The Algemeiner is a newspaper funded by American Jewish billionaires covering news related to Israel, Palestine and the Jewish community around the world. This organization, with the help of what it claims are 2000 bloggers, portrays any critique of Israel’s apartheid state as “antisemitism” and “hate speech”. CNBC has described The Algemeiner as “the fastest-growing Jewish newspaper in the United States”.1
Gershon Jacobson, a famous international journalist and Zionist, founded the organization in 1972 as a Yiddish journal called Der Algemeiner. Dovid Efune is currently the paper’s editor-in-chief and executive director. Gershon’s son, Simon Jacobson, now sits as chair of the Algemeiner’s board.
Algemeiner is a German word used in the Yiddish language signifying “universal”, symbolically reflecting the newspaper’s international commitment to the expansion of the Zionist perspective.

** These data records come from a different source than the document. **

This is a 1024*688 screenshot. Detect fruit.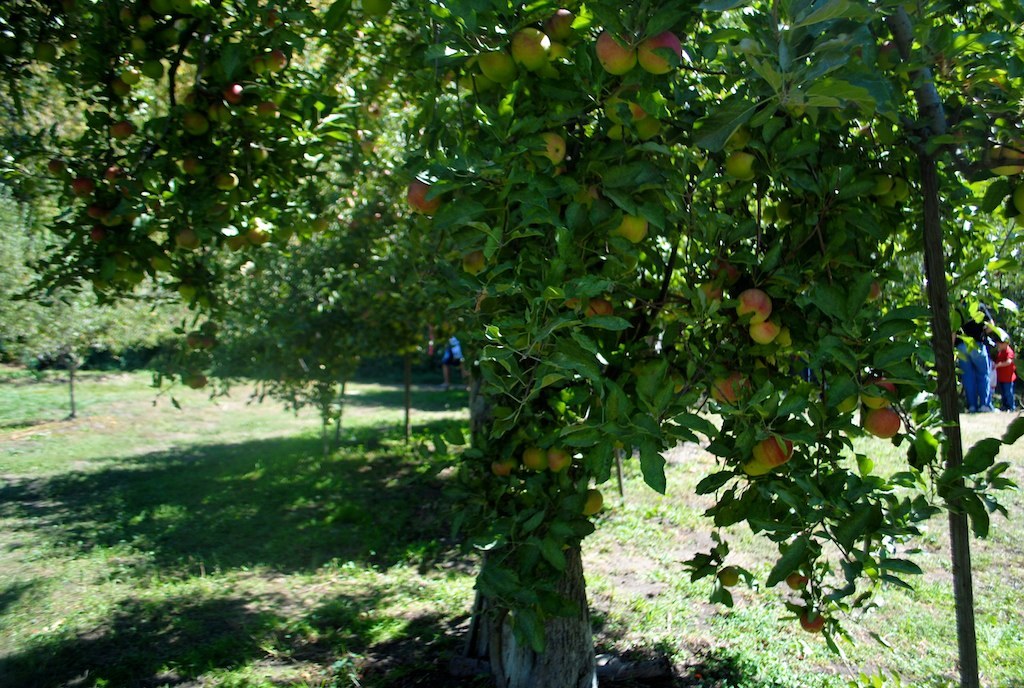
(738, 287, 771, 324).
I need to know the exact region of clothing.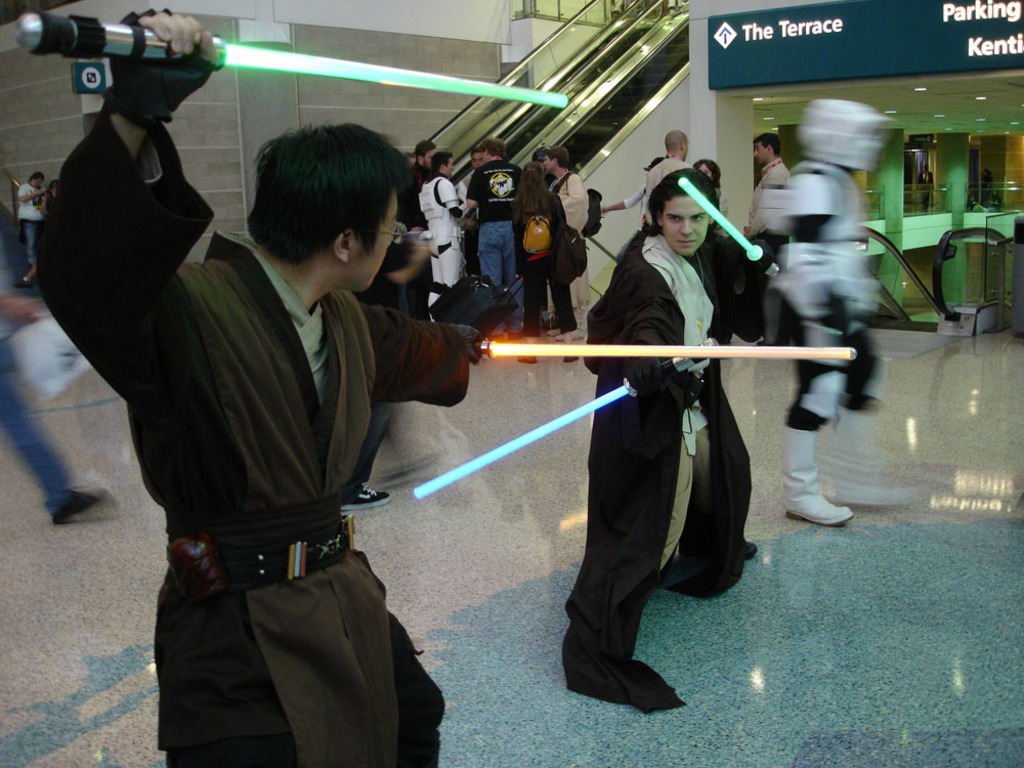
Region: [0, 204, 84, 519].
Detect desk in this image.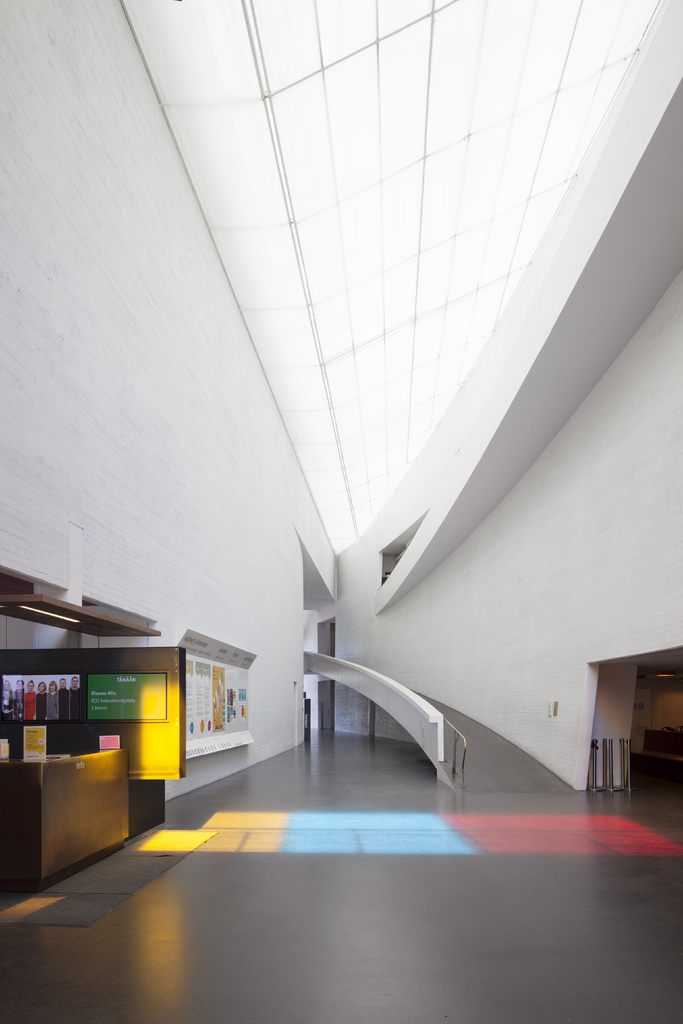
Detection: <box>0,745,137,899</box>.
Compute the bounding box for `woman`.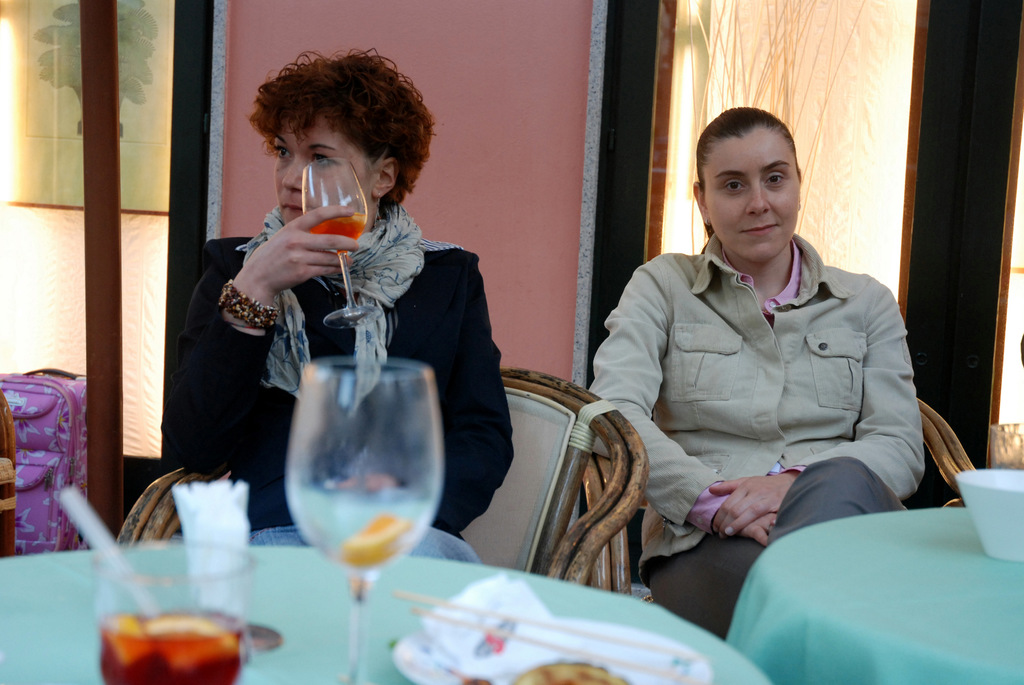
150/35/515/571.
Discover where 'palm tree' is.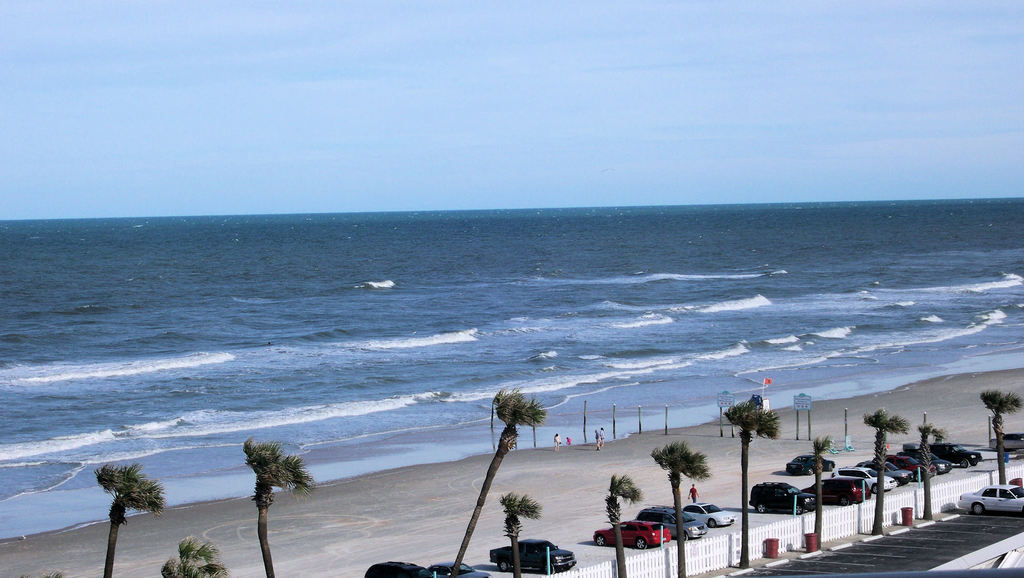
Discovered at {"left": 858, "top": 409, "right": 906, "bottom": 552}.
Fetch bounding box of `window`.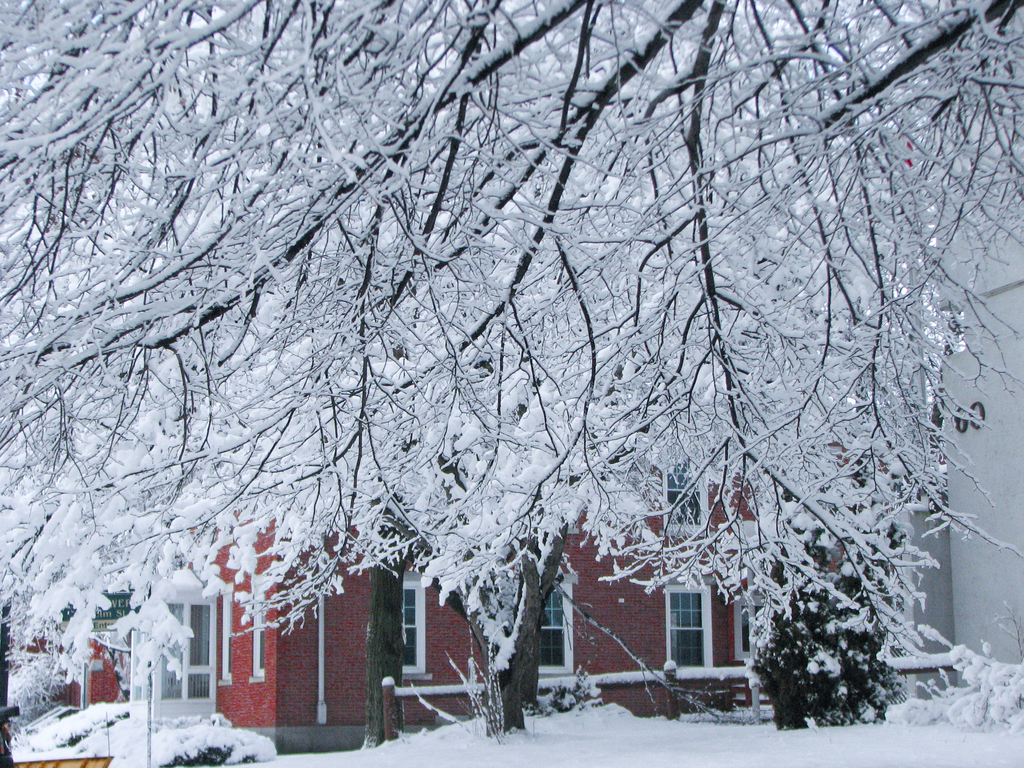
Bbox: bbox=[663, 457, 708, 537].
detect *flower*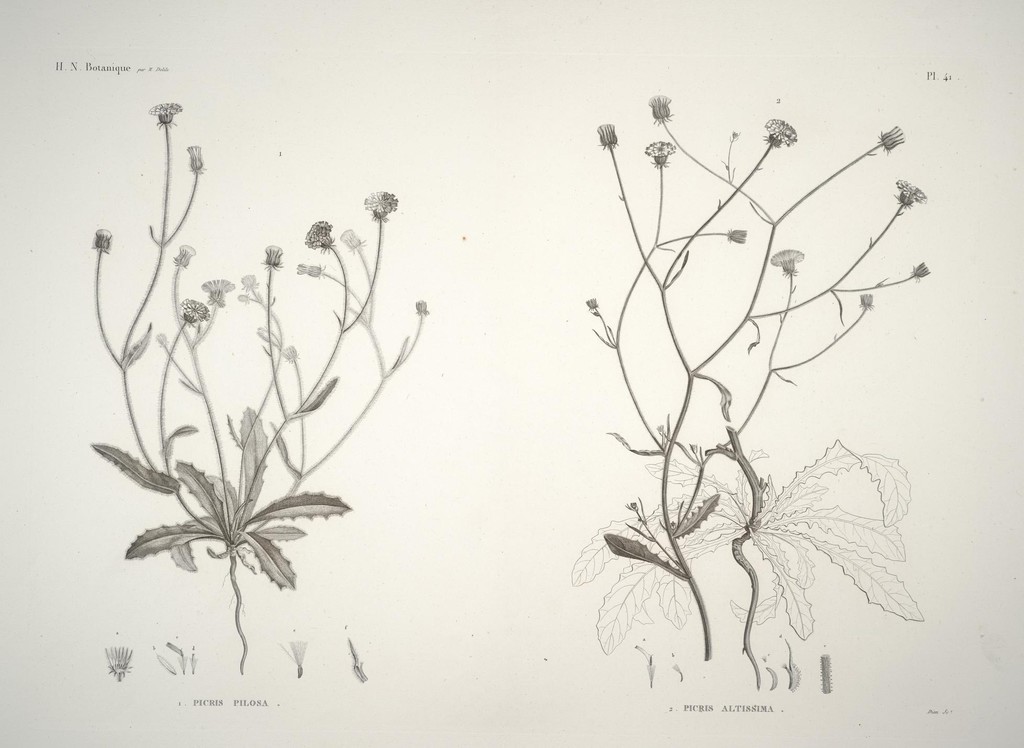
x1=262, y1=242, x2=286, y2=266
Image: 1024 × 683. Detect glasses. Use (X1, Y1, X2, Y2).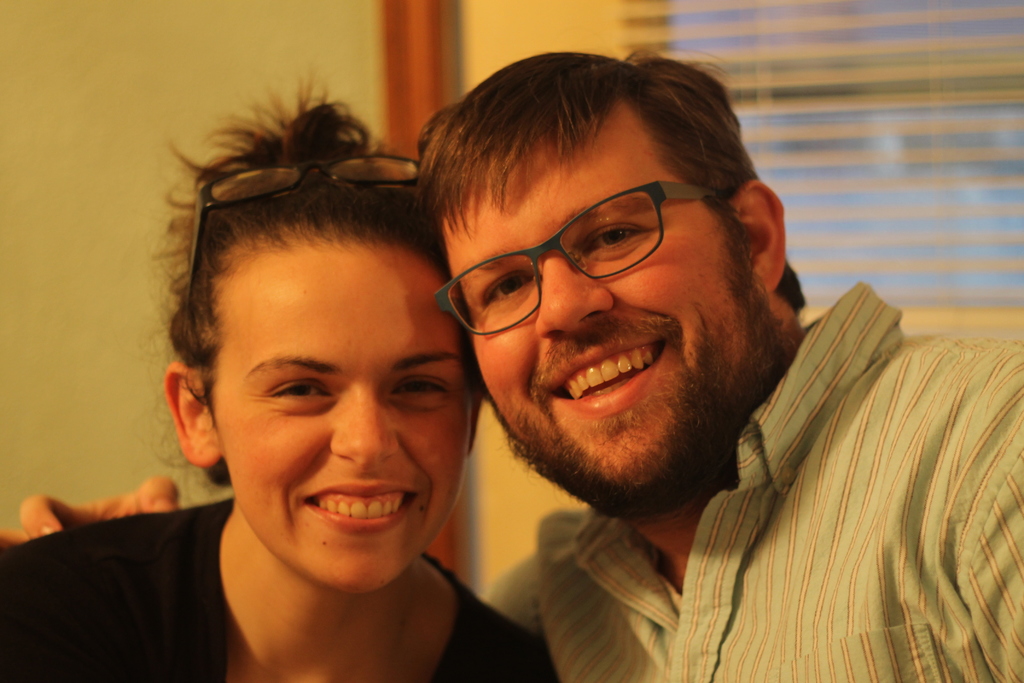
(426, 186, 751, 319).
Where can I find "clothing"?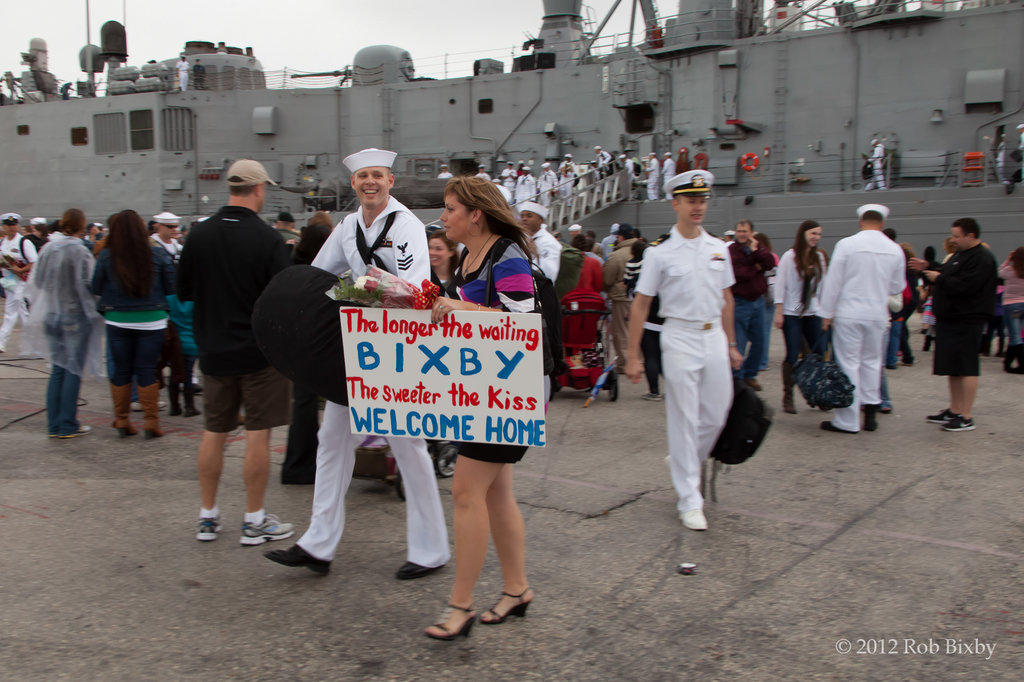
You can find it at 664:159:679:193.
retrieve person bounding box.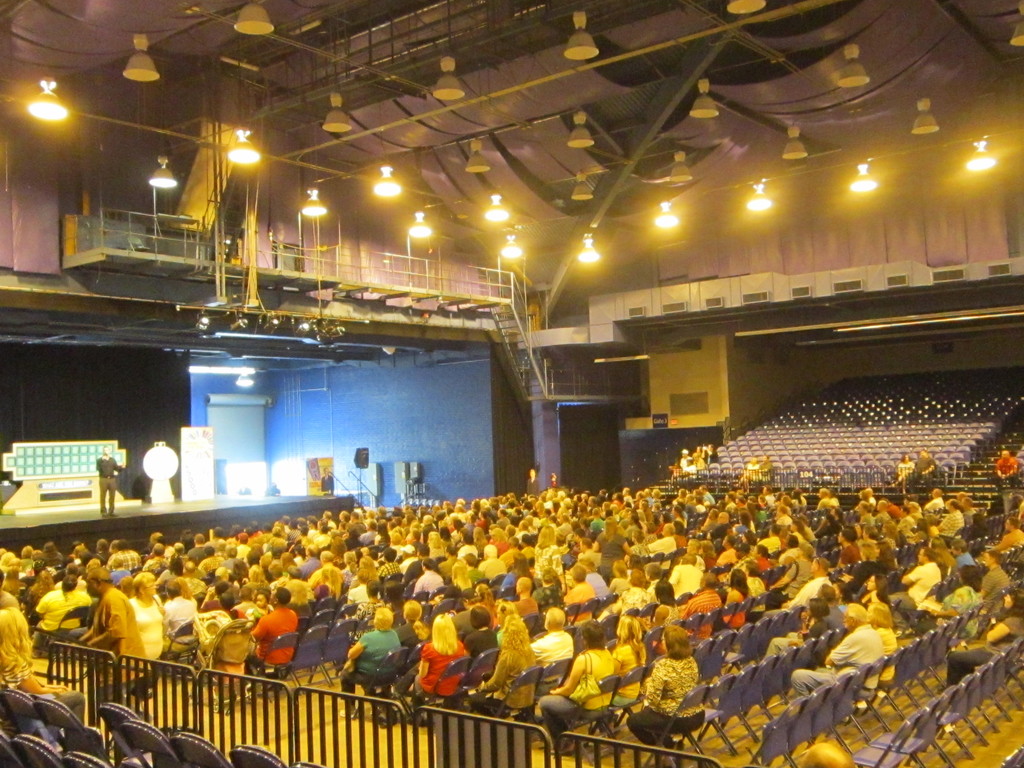
Bounding box: 100 450 130 518.
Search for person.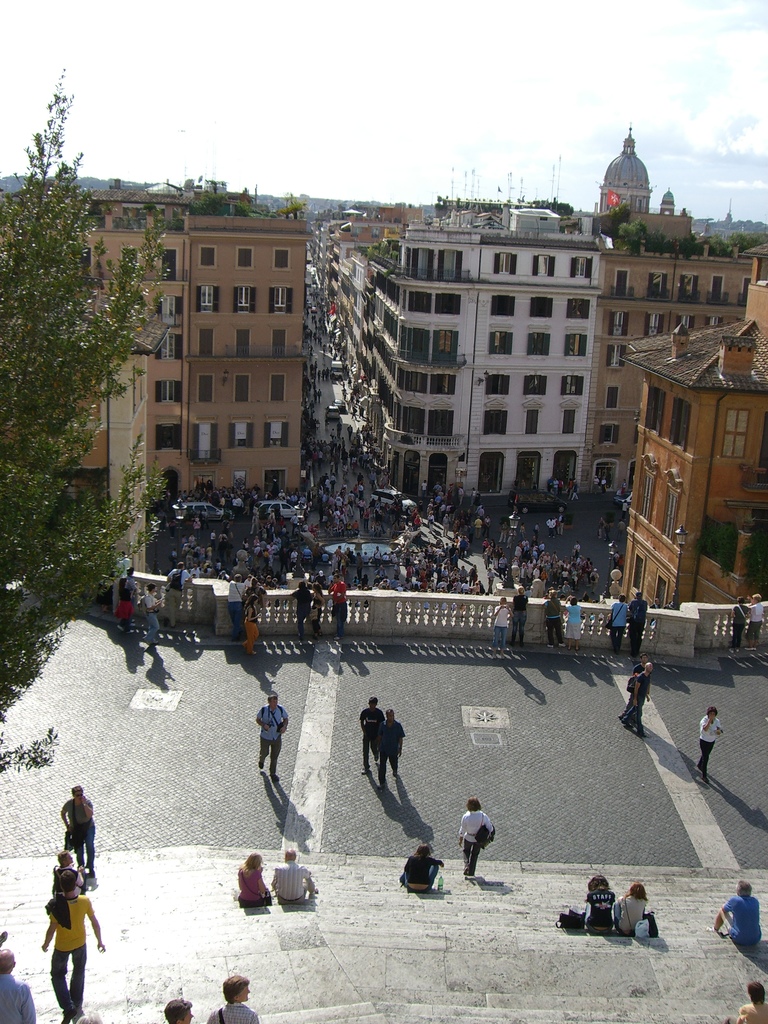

Elie Wiesel, a known Holocaust author, chaired the newspaper’s advisory board until his death in 2016. The paper’s advisory board is currently led by major and mainstream Jewish media and lobbyist figures such as former American magazine publisher Martin Peretz, former Anti-Defamation League director Abraham Foxman and Malcolm Hoenlein, the former longtime director of the “Conference of Presidents of Major American Jewish Organizations”.